Introductory acting classes really
don't have you doing much acting. There are a lot of fundamentals
to the art of acting that must addressed first. Most acting teachers
get at this indirectly by having students perform sometimes bizarre exercises
whose purpose is sometimes so obscure you end up feeling like Ralph Macchio
in the first half of The Karate Kid. Fortunately, by the middle
of the semester, students finally start to get around to playing with exercises
that at least have some semblance to acting as we recognize it.
The assignment at one point in my first
(and to date only) acting class was to perform a task as fast as possible.
The constraints our teacher, Juancarlos, laid out were that we had to do
it in three minutes and that the task itself was impossible to accomplish
in those three minutes. We were to bring in an idea (and whatever
associated props were required) and do whatever we wanted with it.
The next class period there were some pretty
good projects, but most were flawed. The first one was a girl who
got up there and painted a picture (as in with brushes on a canvas) of
a flower really quickly, but the class got bored watching her after the
first minute. Juancarlos, our teacher, said that was okay because
we would all have something wrong with our acts.
Another guy in the class got up and tried
to eat a whole box of cookies, but failed to bring himself something to
drink. What started off at breakneck speed ground to almost a halt
and nearly a trip to ER after the third handful. One girl tried to
make a dress really quickly, but she was cutting up the material so fast
that she was practically shredding it.
Since many of the projects were somewhat
ambiguous (since there wasn't any narration or introduction, these being
solo pieces), after each routine Juancarlos would ask us what we thought
the performer was doing. I said that the girl with the dress was
cutting up bandages for wounded soldiers, and busted up Juancarlos.
There weren't too many good ones though.
One girl got up and attempted to recopy her notes for six chapters of biology
in three minutes. Dullsville! We learned that what might be
emotionally rich can sometimes be really slow and boring to look at.
I knew that it would pick up by the next class meeting on Friday since
by
then everyone who had been in the class would have revised their ideas
to avoid the now-obvious pitfalls.

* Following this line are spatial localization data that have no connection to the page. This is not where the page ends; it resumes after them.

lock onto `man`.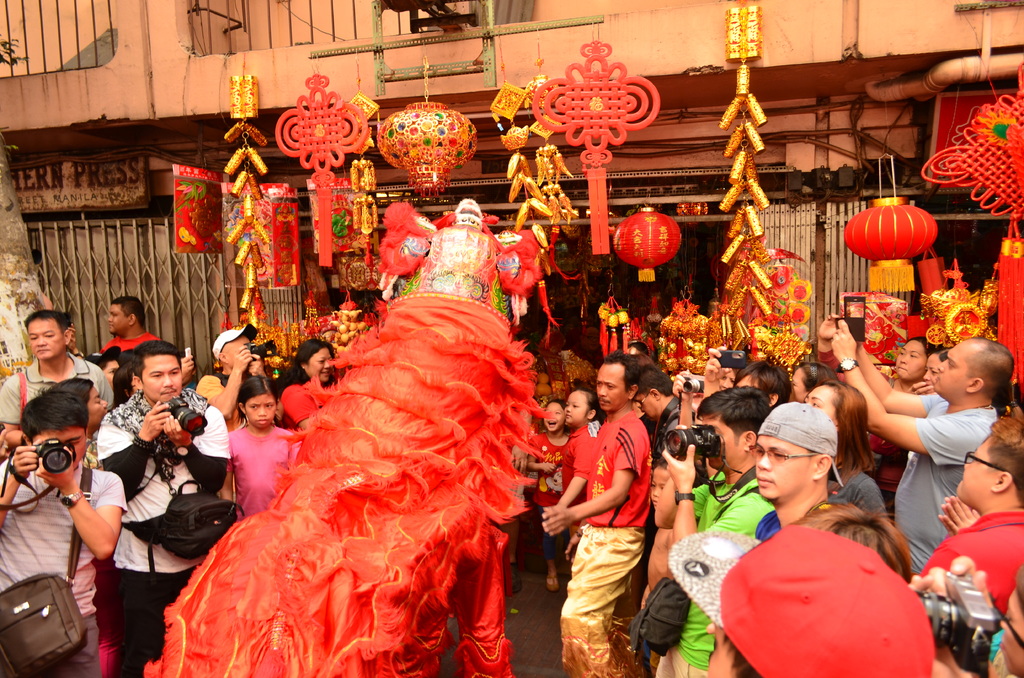
Locked: 659, 383, 774, 677.
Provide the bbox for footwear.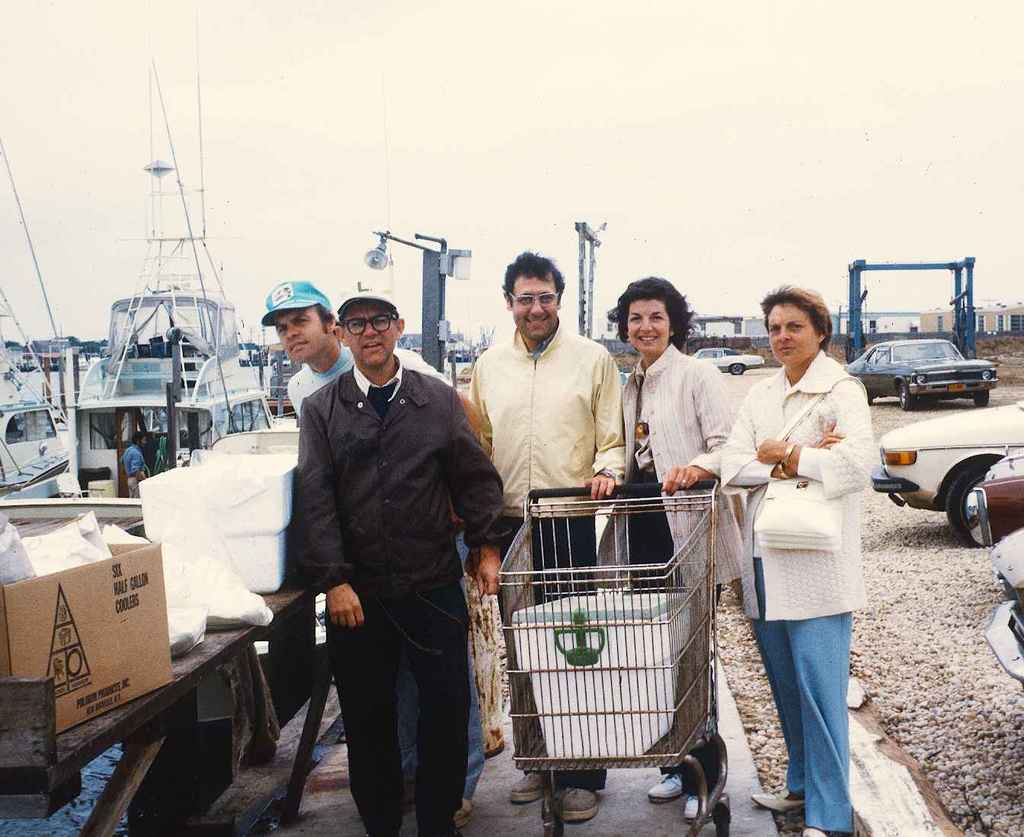
<region>645, 762, 692, 807</region>.
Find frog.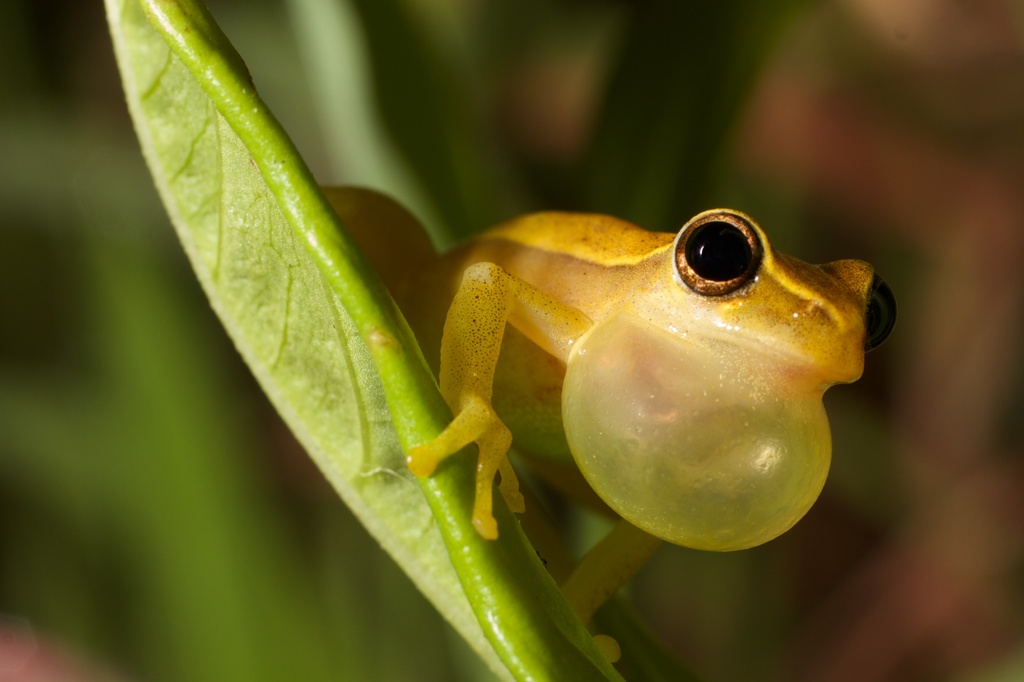
Rect(319, 183, 898, 666).
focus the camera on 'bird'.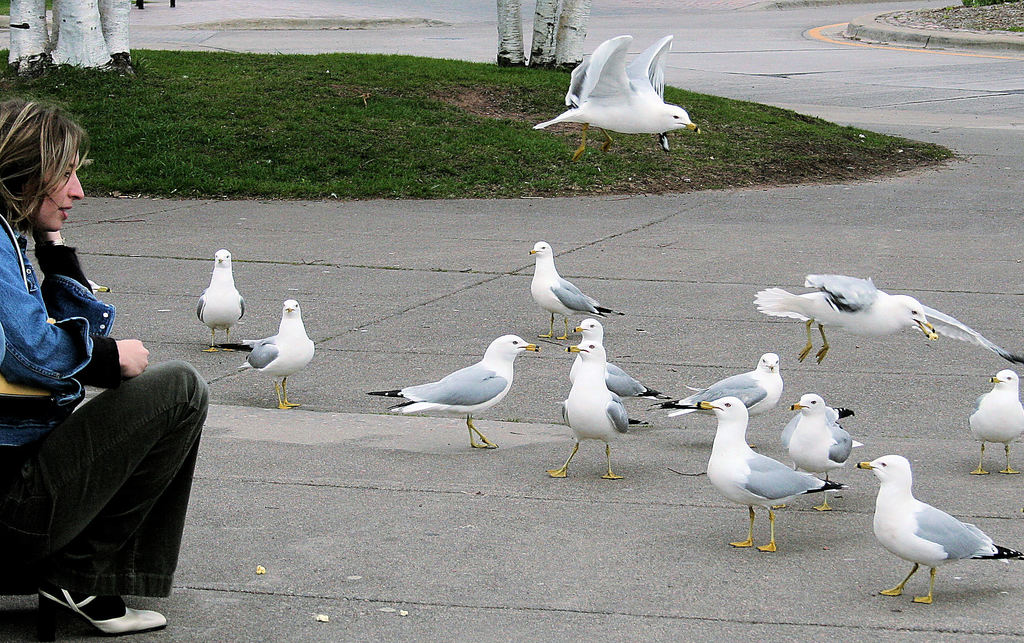
Focus region: crop(568, 316, 669, 405).
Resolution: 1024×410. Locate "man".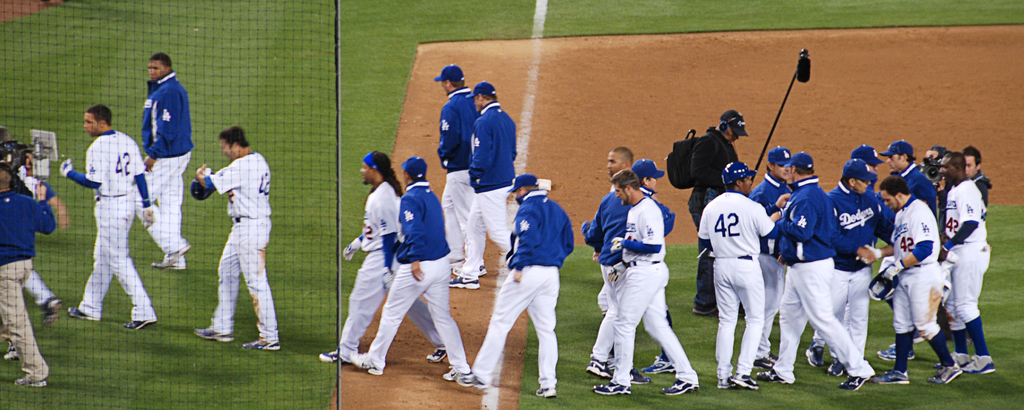
region(695, 160, 786, 393).
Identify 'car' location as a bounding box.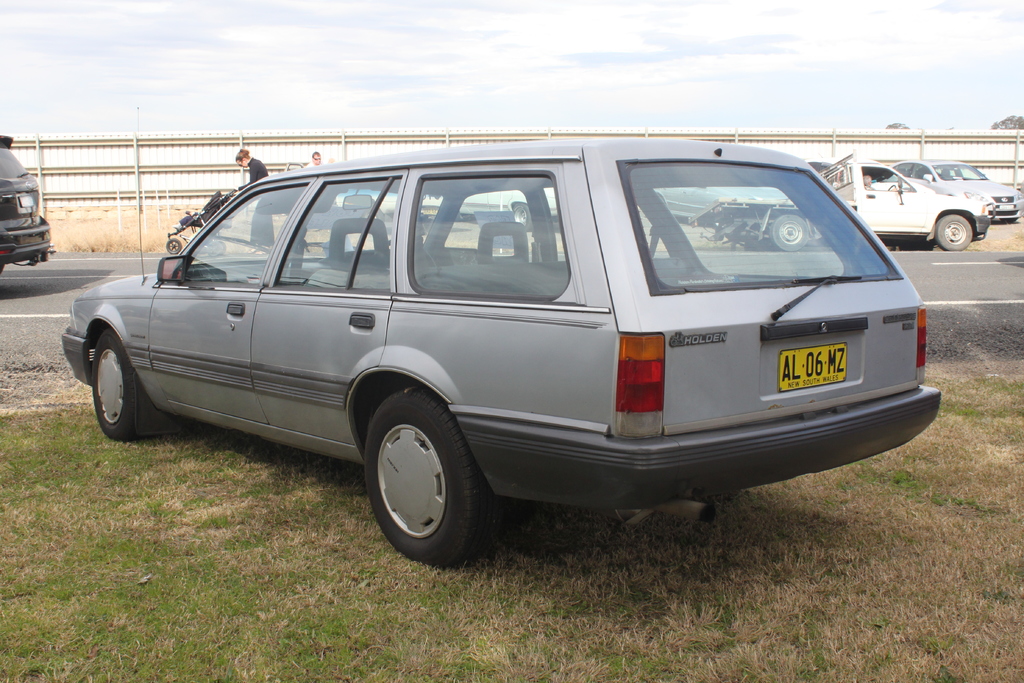
pyautogui.locateOnScreen(0, 134, 53, 272).
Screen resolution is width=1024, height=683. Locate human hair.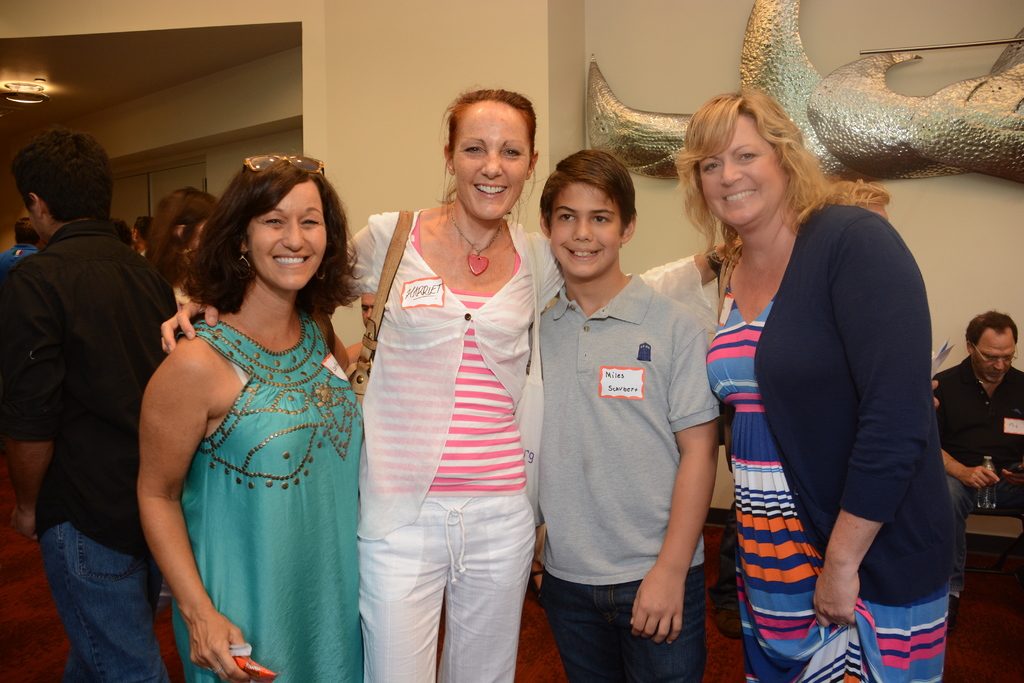
[966, 309, 1019, 352].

I wasn't scheduled to perform
until that next meeting anyway, I always had a plan in mind but right from
the first description of the assignment.
While I was downstairs studying in the
lobby of my dorm the night before that next class meeting, my friend Erin
came in and asked me if I wanted to walk to the Kinkos on the edge of campus
with her because she needed to get something color copied. I said,
"Sure, but you don't mind if I dig in trash cans the whole way, do you?"
I got one of the strange looks my friends always give me. I grabbed
a huge black garbage bag from the janitor's closet and we went on our way.
By the time we had returned, Erin was furious that we looked like a couple
of vagrants walking across campus, but had I collected probably a couple
hundred soda cans
The next day, a couple hours before the
class began, I snuck over to the room and dropped off the bag. This
being the theater department, the classroom had small bleacher-style seating
for the students/audience and an open space in which performances could
be delivered. However, there were piles of generic set pieces, partitions,
and even a piano filling much of the rest of the room. It wasn't
hard to find a place in the chaotic landscape to stash my bag, big as it
was by this time. It wasn't simple misdirection that motivated this
deception though; I had another class before acting anyway, and I didn't
want to lug the noisy bag to a lecture hall.
When it finally got to be my turn in class,
I got up there and just threw my bag full of cans down in a huff, then
literally threw the few pieces furniture there out of the way to clear
a place on the floor. All of this was perfect for me because I was
pretty nervous. The guy in the class who took his turn ahead of me
was as well. I could see his hands shaking and could hear it in his
voice whenever he spoke to the teacher afterward. I burned off a
lot of the nervous energy with the big(ger than necessary) intro.
I opened up the bag on my hands and knees
and started standing up a row of cans until it was about 8-10 cans long,
then I got up on two feet and just started jumping down on them, smashing
away. The entire class gasped audibly. I just went crazy and
as soon as I cleared the next batch of cans, I stood about 16 cans up close
to one another and picked up a table, turned it over with the flat top
down, and smashed them all in one blow.
The entire class did not know what to make
of anything, nor probably did anyone in adjacent rooms where I'm sure they
could hear the racket. No one in the audience laughing, no one talked
out loud, and even Juancarlos was glued to his seat. As I went for
the bag to set up a third round of trash compaction, Juancarlos halted
me and said not to go any further. He said he had never seen anything
like it. The plan was to develop the activity, he said. Of
course, we never did since, this being the theater department, he came
up with other nutty ideas the next week instead and we moved on.
I'm sure the neighboring classes were relieved.